Picture making has a deep tool chest that can be a little bit intimidating to one wanting to make art or improve their skills within their specific craft.  Many of these tools are more specific to physical subject matter.  These are the tools we see used to advertise the arts more often than not, since they reap insta-gratification/results for all to see and find impressive.

 

 

The tools that make little sense to the masses are the ones that shape the pictures into award winning images, made up moments we all remember forever.  It is hard to sell these tools when the results are subtle, slight, but significant to the pictorial outcome.  With results like these it’s no wonder they get little play on the social media food chain.

 

Composition is a little confusing at times, especially with not as much literature to support it as say, perspective or figure drawing, but it is the most significant part of our learning.  The study of composition should have a school dedicated to it alone, a finishing school focused on the visual language.  The focus of the curriculum would be clear visual communication in any medium, utilizing the academic training that was hammered into the student.  Repin academy is one such school, but even it has its limitations that could be vastly improved.  But I digress…

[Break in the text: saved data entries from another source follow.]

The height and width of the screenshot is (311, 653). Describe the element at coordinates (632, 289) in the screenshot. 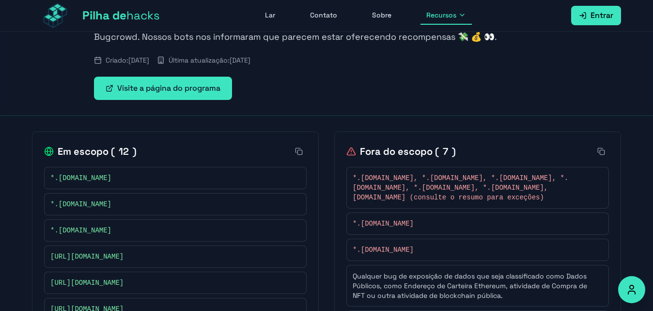

I see `button: Opções de acessibilidade` at that location.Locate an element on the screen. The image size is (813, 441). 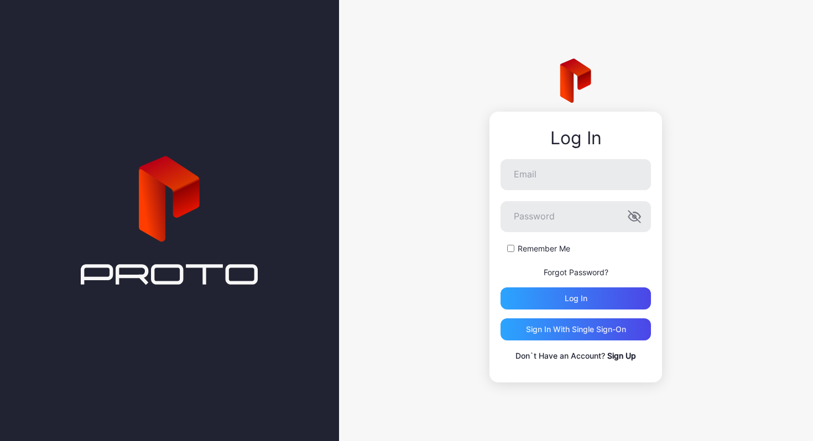
a: Sign Up is located at coordinates (621, 355).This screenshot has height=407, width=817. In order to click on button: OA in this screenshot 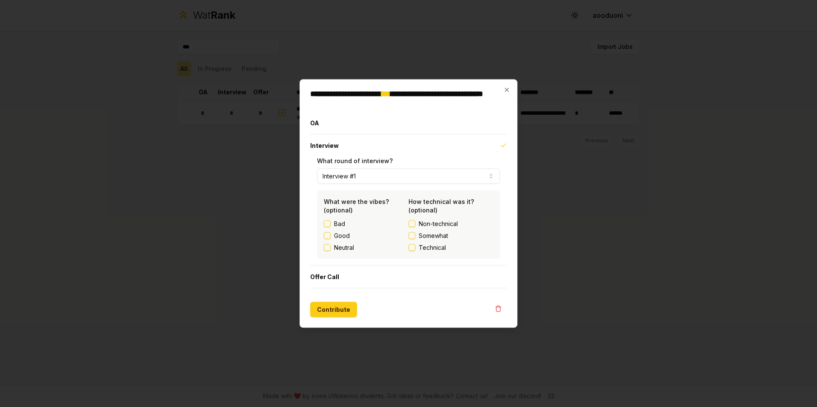, I will do `click(408, 123)`.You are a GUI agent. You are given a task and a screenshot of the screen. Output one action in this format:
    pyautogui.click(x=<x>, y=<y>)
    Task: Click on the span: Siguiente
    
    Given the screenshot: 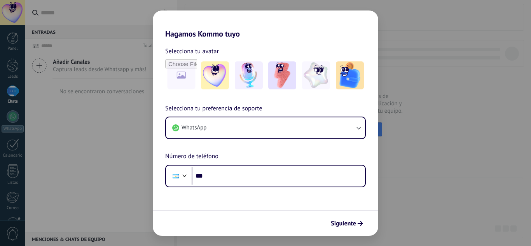 What is the action you would take?
    pyautogui.click(x=343, y=223)
    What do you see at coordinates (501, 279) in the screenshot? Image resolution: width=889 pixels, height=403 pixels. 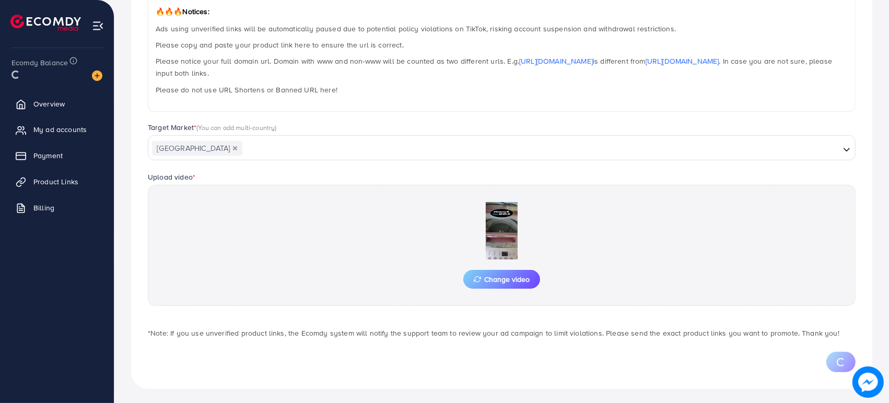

If we were to whittle down composition to bare components of importance, three particular tools stand out.  Each of these tools has many built in components that we can often mistake for tools, and many ties to other important tools, inseparable from them, yet, categorically different.

 

 

Three tools every artist should have in the back of their mind when developing any visual idea are contrast, harmony, and attraction.  These three tools used together will help you organize your visual composition without the need for referencing the subject matter before hand; these are universal tools for visual design.

Contrast is a huge component in art, the list of contrasts outweighs all the other design principles combined.  Contrasts include the contrast of:  light/dark, small/big, warm/cool, angular/curvy, black/white, chromatic/gray, and many, many more.  We do it without knowing we are just by the dark marks we place on the light page; without it we can’t see what we are doing.

 


Harvey Dunn uses dark and light to contrast the characters from the snow.

 

Pictorially, it sets up the graphic design equation and how to handle the harmonies and the attraction towards the focal point.  While we might think of contrast as simply black and white, it is much more complex when it comes to the number of possibilities we have to use it in visual communication.

Turner uses color, shape, edge, transparency and opacity, direct vs. layered painting as contrasts in this scene, as in many of his canvases.  Turner was limited with the range of color he had available at the time, so he had to be clever with his materials to depict the depth and color changes he could capture.

 

Harmony is the adhesion between all the objects, elements, colors, edges, characters, logos, or anything else tied to the pictorial boundaries.  Harmony is the metaphoric glue that tightly secures the pieces together as a whole.  Like in a song, harmony the combination of simultaneous visual “notes” to produce chords (larger concepts) and chord progressions (contrasts, attraction) having a pleasing effect.

 

Here is a palette of harmonious colors painted in this landscape painting by Valerie Pirlot.

 

It is easy to get overwhelmed with all the “stuff” we might have to add to an image to make it feel finished.  We might freak out on subject matter we have never looked at before and now have to illustrate.  When we design the thumbnails, harmony can help edit the space down to the essential and expose only what is important to the moment.

 

Three fantastic examples of harmonious color studies by Mitchell Albala.

 

Attraction is how the elements pull you towards the focus however weak or strong they may be.  Attraction is hiding in plain sight, nestled between the contrasts, and embracing the harmonies.  Attraction helps us with technical decisions when it comes time to render the image where we can shave time away from the rendering process and cut corners on everything that might have to be rendered up to completion.

Here is a great example of attraction by Dean Cornwell.  All the shapes, (implied)lead lines, line of action, gradient sweeps lead to the poor girl in lower right hand corner.

 

Master of the vignette, Dean Cornwell had a way with design, every line shape and color sweeping you to the female in the foreground.

 

Harmony and attraction help control contrast, cultivate it into smart decisions that can lead to visual innovations in your personal dialect.  There is really no way to speak of one of these tools without speaking of the others with it.  They are inseparable, and what I find as a core set of tools to help lay down the foundation for anything visual.

 

 

 

These tools help us bend the otherwise objective or perceivably rigid art rules we learned in school, they give us permission to break a rule when and where needed for the benefit of the message, statement, or concept.  They also show us what tools are needed to successfully solve a visual problem, or make it stronger.

 

 

Rembrandt at work building upon fantastic harmony, contrast and attraction in this painting Towards Eternity.

 

I will go over each of these as separate topics every other week for the next three postings.  If I tried to do each justice in this post it would be a TL;DR , as I’ve done before.  I hope these posts find you well and help you achieve something in your work that you have been searching for.  Stay safe, stay smarter, and thank you for reading.

 

Harmony, Attraction, Contrast beautifully aligned in this Dean Cornwell painting.